The Kemnal Academies Trust, which runs 41 schools, is one of the five biggest MATs.
Nicky Morgan backed off forcing all state schools to become academies run by these private trusts, but the Education Secretary is still trying to twist her academy schools “U-turn” into a “Z-turn” and continue forcing many more schools into the hands of MATs.
Morgan says handing schools to MATs will “increase numbers of outstanding and inspirational schools.”
But the annual report of the Kemnal Academies Trust — known as TKAT — shows how evidence for “improvement” is weak.
TKAT’s annual report, published in February, says 60 per cent of its schools are marked “good or outstanding” by Ofsted.
It’s a creative approach to numbers. Schools can get four marks from Ofsted: 1-Outstanding; 2-Good; 3-Requires improvement; and 4-Inadequate.
I read all the reports for TKAT schools on Ofsted’s website. Only one of the 36 available reports — Chichester High School for Girls — was actually marked “outstanding.” Twenty were graded “good.”
The claim about most of its schools being “good or outstanding” relies on using just one “outstanding” school to try to buff up the reputation of the 20 “good” schools. That’s pretty shifty maths.
Fourteen TKAT schools were actually graded “requires improvement” and one was marked “inadequate.”
So almost as many were “inadequate or requiring improvement” as “good or outstanding.”
TKAT certainly isn’t able to guarantee improvement. Its annual report admits: “Disappointingly for three academies we have seen a decline in their Ofsted grade since conversion to academy status.”
TKAT’s latest accounts show other features common among big MATs.
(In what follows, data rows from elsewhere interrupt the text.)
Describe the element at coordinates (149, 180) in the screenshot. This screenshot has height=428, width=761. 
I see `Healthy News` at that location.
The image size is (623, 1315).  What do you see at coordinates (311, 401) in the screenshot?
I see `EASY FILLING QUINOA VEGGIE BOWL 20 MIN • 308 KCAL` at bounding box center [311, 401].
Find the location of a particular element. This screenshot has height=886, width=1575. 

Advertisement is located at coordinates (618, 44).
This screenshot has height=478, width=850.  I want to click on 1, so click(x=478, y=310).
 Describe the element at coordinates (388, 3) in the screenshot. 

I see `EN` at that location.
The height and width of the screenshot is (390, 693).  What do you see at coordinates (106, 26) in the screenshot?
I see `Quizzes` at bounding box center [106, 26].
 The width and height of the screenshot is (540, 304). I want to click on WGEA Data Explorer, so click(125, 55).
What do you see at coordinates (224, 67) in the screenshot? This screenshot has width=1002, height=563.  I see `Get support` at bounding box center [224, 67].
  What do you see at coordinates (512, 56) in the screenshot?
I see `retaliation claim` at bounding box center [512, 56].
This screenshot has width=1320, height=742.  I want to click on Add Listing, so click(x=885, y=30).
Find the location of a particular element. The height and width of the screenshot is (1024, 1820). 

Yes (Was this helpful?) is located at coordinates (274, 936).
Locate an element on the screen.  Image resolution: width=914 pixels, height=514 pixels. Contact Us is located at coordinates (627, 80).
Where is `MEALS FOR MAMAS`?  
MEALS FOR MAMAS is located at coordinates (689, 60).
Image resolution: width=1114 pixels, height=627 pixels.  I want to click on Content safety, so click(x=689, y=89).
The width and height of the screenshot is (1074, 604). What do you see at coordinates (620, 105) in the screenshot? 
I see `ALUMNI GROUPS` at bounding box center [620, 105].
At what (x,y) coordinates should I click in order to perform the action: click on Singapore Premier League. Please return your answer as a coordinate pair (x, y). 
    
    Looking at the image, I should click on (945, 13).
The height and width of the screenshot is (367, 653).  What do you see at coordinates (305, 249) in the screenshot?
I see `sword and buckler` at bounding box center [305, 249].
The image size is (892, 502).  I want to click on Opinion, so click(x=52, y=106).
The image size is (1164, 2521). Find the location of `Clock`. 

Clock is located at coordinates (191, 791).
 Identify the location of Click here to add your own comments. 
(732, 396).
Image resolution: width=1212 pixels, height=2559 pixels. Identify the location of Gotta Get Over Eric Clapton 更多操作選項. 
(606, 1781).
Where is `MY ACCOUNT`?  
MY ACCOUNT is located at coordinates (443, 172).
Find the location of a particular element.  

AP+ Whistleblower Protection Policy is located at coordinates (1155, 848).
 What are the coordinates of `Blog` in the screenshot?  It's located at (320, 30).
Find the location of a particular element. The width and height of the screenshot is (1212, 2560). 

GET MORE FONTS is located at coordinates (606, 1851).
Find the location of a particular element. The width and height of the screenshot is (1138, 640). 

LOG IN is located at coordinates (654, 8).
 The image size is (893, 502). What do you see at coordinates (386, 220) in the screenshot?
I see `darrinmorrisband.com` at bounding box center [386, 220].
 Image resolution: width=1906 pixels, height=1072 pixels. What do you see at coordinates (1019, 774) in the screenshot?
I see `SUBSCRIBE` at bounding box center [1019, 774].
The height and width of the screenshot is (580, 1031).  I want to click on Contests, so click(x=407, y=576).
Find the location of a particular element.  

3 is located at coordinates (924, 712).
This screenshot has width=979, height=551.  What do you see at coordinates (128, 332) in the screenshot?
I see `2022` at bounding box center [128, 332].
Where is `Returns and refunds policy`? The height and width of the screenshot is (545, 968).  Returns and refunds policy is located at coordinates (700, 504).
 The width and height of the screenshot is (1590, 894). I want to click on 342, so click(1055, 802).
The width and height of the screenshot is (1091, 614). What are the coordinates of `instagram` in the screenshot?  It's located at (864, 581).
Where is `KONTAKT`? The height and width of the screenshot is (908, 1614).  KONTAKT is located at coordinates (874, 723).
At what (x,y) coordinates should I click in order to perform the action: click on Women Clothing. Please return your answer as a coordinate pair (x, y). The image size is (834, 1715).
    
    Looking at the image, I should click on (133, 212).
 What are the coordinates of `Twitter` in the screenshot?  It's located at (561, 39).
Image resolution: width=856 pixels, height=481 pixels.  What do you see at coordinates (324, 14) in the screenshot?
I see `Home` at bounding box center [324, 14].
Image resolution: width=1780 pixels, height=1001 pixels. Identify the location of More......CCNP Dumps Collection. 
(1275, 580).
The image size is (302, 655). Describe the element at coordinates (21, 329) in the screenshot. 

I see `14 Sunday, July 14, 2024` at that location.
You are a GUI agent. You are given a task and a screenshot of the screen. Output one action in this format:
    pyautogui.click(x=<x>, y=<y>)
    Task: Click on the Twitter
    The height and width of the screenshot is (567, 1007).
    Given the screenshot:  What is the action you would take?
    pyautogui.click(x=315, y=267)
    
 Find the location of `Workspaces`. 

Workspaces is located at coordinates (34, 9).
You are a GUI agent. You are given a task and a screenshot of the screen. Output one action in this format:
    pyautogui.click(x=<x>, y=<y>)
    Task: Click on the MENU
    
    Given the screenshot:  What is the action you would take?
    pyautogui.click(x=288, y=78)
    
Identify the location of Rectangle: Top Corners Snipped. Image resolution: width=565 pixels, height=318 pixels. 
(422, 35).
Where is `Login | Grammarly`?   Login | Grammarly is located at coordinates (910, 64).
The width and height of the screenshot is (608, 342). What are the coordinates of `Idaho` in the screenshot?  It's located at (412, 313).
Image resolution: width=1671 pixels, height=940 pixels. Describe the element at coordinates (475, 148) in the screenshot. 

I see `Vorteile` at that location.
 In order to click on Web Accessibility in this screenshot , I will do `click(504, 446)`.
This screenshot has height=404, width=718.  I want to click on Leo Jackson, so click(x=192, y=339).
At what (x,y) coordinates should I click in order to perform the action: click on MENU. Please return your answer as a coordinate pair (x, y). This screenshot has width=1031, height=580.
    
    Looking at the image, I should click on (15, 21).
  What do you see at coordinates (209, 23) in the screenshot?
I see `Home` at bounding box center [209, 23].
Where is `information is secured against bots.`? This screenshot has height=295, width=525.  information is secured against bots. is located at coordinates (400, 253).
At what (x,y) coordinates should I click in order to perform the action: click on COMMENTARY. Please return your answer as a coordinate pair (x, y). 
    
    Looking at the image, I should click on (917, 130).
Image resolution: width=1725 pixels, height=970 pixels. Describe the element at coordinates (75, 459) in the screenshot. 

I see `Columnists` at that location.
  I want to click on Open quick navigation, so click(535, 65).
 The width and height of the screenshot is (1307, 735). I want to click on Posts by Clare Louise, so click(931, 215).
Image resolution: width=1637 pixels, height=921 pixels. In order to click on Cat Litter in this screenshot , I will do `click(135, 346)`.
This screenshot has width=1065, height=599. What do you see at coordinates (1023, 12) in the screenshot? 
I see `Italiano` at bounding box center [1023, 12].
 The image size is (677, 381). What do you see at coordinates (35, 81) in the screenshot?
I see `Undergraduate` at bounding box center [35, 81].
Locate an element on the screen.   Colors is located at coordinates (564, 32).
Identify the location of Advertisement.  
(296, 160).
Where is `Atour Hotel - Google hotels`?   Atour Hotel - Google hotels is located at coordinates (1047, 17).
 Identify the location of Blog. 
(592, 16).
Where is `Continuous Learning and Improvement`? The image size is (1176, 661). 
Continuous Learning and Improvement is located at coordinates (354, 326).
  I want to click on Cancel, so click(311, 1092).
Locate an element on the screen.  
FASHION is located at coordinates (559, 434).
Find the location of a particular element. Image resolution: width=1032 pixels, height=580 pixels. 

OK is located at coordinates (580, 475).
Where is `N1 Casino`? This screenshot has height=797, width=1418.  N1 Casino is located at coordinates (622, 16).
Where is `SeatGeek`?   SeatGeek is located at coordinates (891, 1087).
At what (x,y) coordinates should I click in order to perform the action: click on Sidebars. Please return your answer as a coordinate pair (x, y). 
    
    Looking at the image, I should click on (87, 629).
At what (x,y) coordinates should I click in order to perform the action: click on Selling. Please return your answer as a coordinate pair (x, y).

It is a very large private organisation wholly dependent on £128m a year of public money.
It pays generous top salaries: chief executive Karen Roberts gets “£150-£155,000” a year, an increase of somewhere between 11 per cent and 19 per cent on last year.
TKAT also has a politically connected director: private equity millionaire Ian Armitage, who has given £25,000 a year to the Tories since 2014, became a TKAT director in 2015.